Will we reach a point where this seemingly exponential rise in technology will continue unabated, or will things level off as we reach the limits of our abilities, as yet undefined? Are we living through a short transition point between an early agricultural and an advanced technological civilisation? Will we reach a new plateau, and what might that plateau look like?

A few scenarios come to light, some bad, some good.

The gloomiest and yet more probable of scenarios suggests that our recent advances will end in tears, with humanity blowing itself apart or enacting such a huge price from the environment that the planet seeks revenge, taking us and a large section of our fellow travelling species into oblivion.

A less gloomy scenario suggests that, while not destroying our species, humanity is reset back to the dark ages, or into hunter gathering mode, perhaps to rise again in a few millennia, only to meet a similar eventual fate in due course. A periodic rise/ collapse cycle fluctuating in tune with future Ice Ages perhaps.

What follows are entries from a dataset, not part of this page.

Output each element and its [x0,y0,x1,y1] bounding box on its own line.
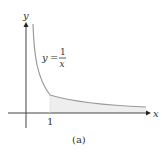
x-axis-label: x [153,108,159,119]
hyperbola-figure: y x 1 y = 1 x (a) [0,0,162,155]
y-axis-arrow-icon [24,22,29,27]
equation-label: y = 1 x [41,47,66,69]
equation-lhs: y [41,52,48,63]
x-axis-arrow-icon [146,111,151,116]
equation-denominator: x [60,59,65,69]
curve-reciprocal [33,24,146,107]
equation-equals: = [50,52,58,63]
figure-caption: (a) [72,134,86,145]
equation-numerator: 1 [60,47,66,57]
tick-label-1: 1 [47,116,53,127]
y-axis-label: y [22,10,29,21]
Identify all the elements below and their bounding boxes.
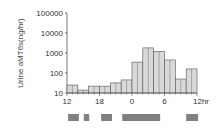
bar-series (67, 48, 197, 93)
dark-period (122, 114, 160, 121)
dark-period (186, 114, 198, 121)
y-tick-label: 10000 (41, 29, 64, 38)
dark-period (101, 114, 112, 121)
y-tick-label: 100000 (36, 9, 63, 18)
x-axis: 12180612hr (63, 93, 210, 106)
y-axis: 10100100010000100000 (36, 9, 67, 98)
x-tick-label: 0 (130, 97, 135, 106)
y-tick-label: 100 (50, 69, 64, 78)
dark-period (68, 114, 79, 121)
x-tick-label: 6 (162, 97, 167, 106)
x-tick-label: 18 (95, 97, 104, 106)
y-tick-label: 1000 (45, 49, 63, 58)
y-axis-label: Urine aMT6s(ng/hr) (16, 18, 25, 88)
dark-period (84, 114, 89, 121)
dark-period-bars (68, 114, 198, 121)
x-tick-label: 12hr (193, 97, 209, 106)
melatonin-bar-chart: Urine aMT6s(ng/hr) 10100100010000100000 … (0, 0, 222, 131)
x-tick-label: 12 (63, 97, 72, 106)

Or perhaps we will find some way to live sustainably, in concert with the planet, while not sacrificing our technological knowledge in the process. Could it be that we will look at technology in the same way as we look at door-knobs, napkins and salt-cellars nowadays: where there is little scope for development apart from the vagaries of modern fashions? In this scenario, generations will pass and fads will change, but the overall technology framework will remain roughly constant, just like those humanoids in the Olduvai Gorge so many years ago. 

Maybe indeed all this talk of technological progress is a mirage. Instead, the big events in human society: war, disease, over-population, ideology and catastrophe, drive technology over the longer term as opposed to the prevailing view that technology is in the driving seat.  Perhaps we are simply too close to events to note how technology will adapt to the human story over a span of thousands and hundreds of thousands of years. We think we are driven by technology, but perhaps it is only a blip in a much bigger picture in the development of our species.

In an alternative rendition of our future, we are on a course for unending techological advance. Perhaps our curiousity and propensity to keep innovating will know no bounds? Perhaps we will keep on bending, breaking and redefining the limits of the possible? Maybe, as some suggest, we will pass on our propensity for innovation into robots, nano-machines and newly created biological forms, thus maintaining the acceleration indefinitely? 

Is it not too wild to suggest that the end game in all this is a journey to the stars? It may be that we are on course to developing the capabilities needed to cross the multi-trillion kilometer gulfs between our Sun and its neighbours? So in this case, as we board the ships to the sky, the acceleration might come to a sudden halt, to be replaced thousands of years hence by a new burst of activity, followed by further intense cycles of innovation as future generations disperse, ever so steadily, across the galaxy.